Department of Education Cancels $350M in MSI Grants — Impact on HBCUs
The U.S. Department of Education has announced it will cut $350 million in discretionary grant funding for minority-serving institutions (MSIs), sparking outrage and concern over how the decision could impact Historically Black Colleges and Universities (HBCUs).
Education Secretary Linda McMahon’s office explained that the funding cuts are tied to eligibility rules requiring institutions to have certain percentages of students from specific racial or ethnic backgrounds. The Department now considers those rules unconstitutional, calling them discriminatory quotas.
What programs are affected?
The grants being cut are not small change. They include federal support for:
• Predominantly Black Institutions (PBIs)
• Hispanic-Serving Institutions (HSIs)
• Asian American and Native American Pacific Islander-Serving Institutions (AANAPISIs)
• Alaska Native and Native Hawaiian-Serving Institutions
• Native American-Serving Nontribal Institutions
• Minority Science and Engineering Improvement programs
For years, these programs have funded everything from science labs and tutoring centers to faculty training and curriculum development. Colleges often rely on them to support first-generation and low-income students.
What’s left?
Not all money is disappearing. About $132 million in mandatory funding is still locked in by law, so some MSIs will continue receiving limited support. But the discretionary $350 million, which gave campuses flexibility to grow programs and meet urgent needs, is gone.
Why it matters for HBCUs
While HBCUs aren’t being explicitly “targeted” in this decision, advocates say the ripple effects are clear. Many HBCUs already operate with smaller endowments than predominantly white institutions, leaving them more dependent on federal grants to cover resources, faculty support, and infrastructure upgrades.
Taking away discretionary funding could force some schools to scale back services or halt programs that help keep students enrolled and on track to graduate. Leaders warn that this move deepens long-standing inequities in higher education.
For now, schools are bracing for what could be a tough year ahead; especially HBCUs, which have long fought to close funding gaps.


» Work instructions: I'd like the records transcribed exactly, leaving the images out.

» The data:
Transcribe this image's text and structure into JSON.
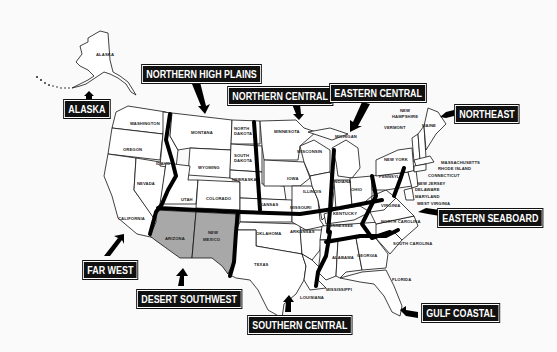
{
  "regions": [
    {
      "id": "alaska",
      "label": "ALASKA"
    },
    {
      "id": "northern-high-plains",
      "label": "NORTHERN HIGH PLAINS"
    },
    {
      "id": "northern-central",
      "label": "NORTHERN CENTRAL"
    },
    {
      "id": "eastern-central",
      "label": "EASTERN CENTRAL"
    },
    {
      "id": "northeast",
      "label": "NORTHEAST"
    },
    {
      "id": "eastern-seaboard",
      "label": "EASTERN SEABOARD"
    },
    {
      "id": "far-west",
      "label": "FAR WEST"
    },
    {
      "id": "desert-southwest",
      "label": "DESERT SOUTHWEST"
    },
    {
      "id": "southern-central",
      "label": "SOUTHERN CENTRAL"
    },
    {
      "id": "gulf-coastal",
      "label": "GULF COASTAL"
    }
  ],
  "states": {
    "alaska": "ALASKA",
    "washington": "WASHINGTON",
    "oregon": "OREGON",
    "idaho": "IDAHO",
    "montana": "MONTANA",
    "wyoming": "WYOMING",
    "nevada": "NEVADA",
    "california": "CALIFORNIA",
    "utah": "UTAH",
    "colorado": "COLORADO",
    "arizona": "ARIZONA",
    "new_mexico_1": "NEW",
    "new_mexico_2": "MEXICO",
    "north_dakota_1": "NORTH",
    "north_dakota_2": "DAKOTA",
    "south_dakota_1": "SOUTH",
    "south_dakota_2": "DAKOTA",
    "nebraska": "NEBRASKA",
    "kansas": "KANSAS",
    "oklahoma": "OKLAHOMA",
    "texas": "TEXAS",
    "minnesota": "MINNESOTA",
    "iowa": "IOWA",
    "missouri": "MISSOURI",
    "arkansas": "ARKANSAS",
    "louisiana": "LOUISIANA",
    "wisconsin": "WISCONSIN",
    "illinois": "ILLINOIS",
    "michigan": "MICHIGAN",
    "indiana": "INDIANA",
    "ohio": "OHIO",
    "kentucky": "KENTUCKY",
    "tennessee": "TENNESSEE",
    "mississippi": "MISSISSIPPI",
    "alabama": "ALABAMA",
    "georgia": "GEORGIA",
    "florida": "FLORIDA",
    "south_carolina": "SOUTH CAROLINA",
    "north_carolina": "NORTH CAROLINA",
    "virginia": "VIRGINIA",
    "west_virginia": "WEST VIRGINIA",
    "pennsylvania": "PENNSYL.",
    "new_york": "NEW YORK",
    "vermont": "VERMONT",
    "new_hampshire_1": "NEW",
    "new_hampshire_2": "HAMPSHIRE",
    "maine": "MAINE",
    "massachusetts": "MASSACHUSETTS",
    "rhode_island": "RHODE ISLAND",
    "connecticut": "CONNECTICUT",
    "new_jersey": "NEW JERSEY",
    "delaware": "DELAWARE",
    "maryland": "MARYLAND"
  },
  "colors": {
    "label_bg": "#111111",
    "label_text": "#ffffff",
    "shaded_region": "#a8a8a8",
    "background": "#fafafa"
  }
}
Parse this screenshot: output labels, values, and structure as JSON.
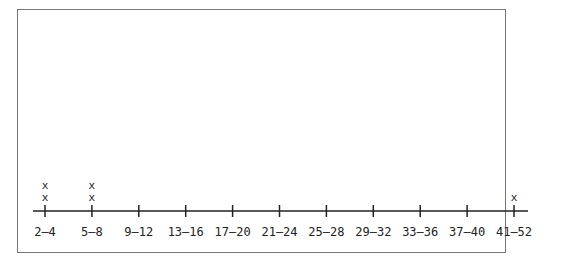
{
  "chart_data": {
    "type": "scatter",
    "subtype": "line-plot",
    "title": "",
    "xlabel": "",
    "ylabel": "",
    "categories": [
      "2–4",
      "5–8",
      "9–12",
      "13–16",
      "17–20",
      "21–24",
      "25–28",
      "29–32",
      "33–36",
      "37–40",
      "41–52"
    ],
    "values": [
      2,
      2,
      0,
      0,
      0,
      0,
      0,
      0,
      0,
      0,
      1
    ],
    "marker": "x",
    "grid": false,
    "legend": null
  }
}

» Task output:
Transcribe this image's text and structure into JSON.
{
  "regions": [
    {
      "id": "alaska",
      "label": "ALASKA"
    },
    {
      "id": "northern-high-plains",
      "label": "NORTHERN HIGH PLAINS"
    },
    {
      "id": "northern-central",
      "label": "NORTHERN CENTRAL"
    },
    {
      "id": "eastern-central",
      "label": "EASTERN CENTRAL"
    },
    {
      "id": "northeast",
      "label": "NORTHEAST"
    },
    {
      "id": "eastern-seaboard",
      "label": "EASTERN SEABOARD"
    },
    {
      "id": "far-west",
      "label": "FAR WEST"
    },
    {
      "id": "desert-southwest",
      "label": "DESERT SOUTHWEST"
    },
    {
      "id": "southern-central",
      "label": "SOUTHERN CENTRAL"
    },
    {
      "id": "gulf-coastal",
      "label": "GULF COASTAL"
    }
  ],
  "states": {
    "alaska": "ALASKA",
    "washington": "WASHINGTON",
    "oregon": "OREGON",
    "idaho": "IDAHO",
    "montana": "MONTANA",
    "wyoming": "WYOMING",
    "nevada": "NEVADA",
    "california": "CALIFORNIA",
    "utah": "UTAH",
    "colorado": "COLORADO",
    "arizona": "ARIZONA",
    "new_mexico_1": "NEW",
    "new_mexico_2": "MEXICO",
    "north_dakota_1": "NORTH",
    "north_dakota_2": "DAKOTA",
    "south_dakota_1": "SOUTH",
    "south_dakota_2": "DAKOTA",
    "nebraska": "NEBRASKA",
    "kansas": "KANSAS",
    "oklahoma": "OKLAHOMA",
    "texas": "TEXAS",
    "minnesota": "MINNESOTA",
    "iowa": "IOWA",
    "missouri": "MISSOURI",
    "arkansas": "ARKANSAS",
    "louisiana": "LOUISIANA",
    "wisconsin": "WISCONSIN",
    "illinois": "ILLINOIS",
    "michigan": "MICHIGAN",
    "indiana": "INDIANA",
    "ohio": "OHIO",
    "kentucky": "KENTUCKY",
    "tennessee": "TENNESSEE",
    "mississippi": "MISSISSIPPI",
    "alabama": "ALABAMA",
    "georgia": "GEORGIA",
    "florida": "FLORIDA",
    "south_carolina": "SOUTH CAROLINA",
    "north_carolina": "NORTH CAROLINA",
    "virginia": "VIRGINIA",
    "west_virginia": "WEST VIRGINIA",
    "pennsylvania": "PENNSYL.",
    "new_york": "NEW YORK",
    "vermont": "VERMONT",
    "new_hampshire_1": "NEW",
    "new_hampshire_2": "HAMPSHIRE",
    "maine": "MAINE",
    "massachusetts": "MASSACHUSETTS",
    "rhode_island": "RHODE ISLAND",
    "connecticut": "CONNECTICUT",
    "new_jersey": "NEW JERSEY",
    "delaware": "DELAWARE",
    "maryland": "MARYLAND"
  },
  "colors": {
    "label_bg": "#111111",
    "label_text": "#ffffff",
    "shaded_region": "#a8a8a8",
    "background": "#fafafa"
  }
}
Parse this screenshot: output labels, values, and structure as JSON.
{
  "chart_data": {
    "type": "scatter",
    "subtype": "line-plot",
    "title": "",
    "xlabel": "",
    "ylabel": "",
    "categories": [
      "2–4",
      "5–8",
      "9–12",
      "13–16",
      "17–20",
      "21–24",
      "25–28",
      "29–32",
      "33–36",
      "37–40",
      "41–52"
    ],
    "values": [
      2,
      2,
      0,
      0,
      0,
      0,
      0,
      0,
      0,
      0,
      1
    ],
    "marker": "x",
    "grid": false,
    "legend": null
  }
}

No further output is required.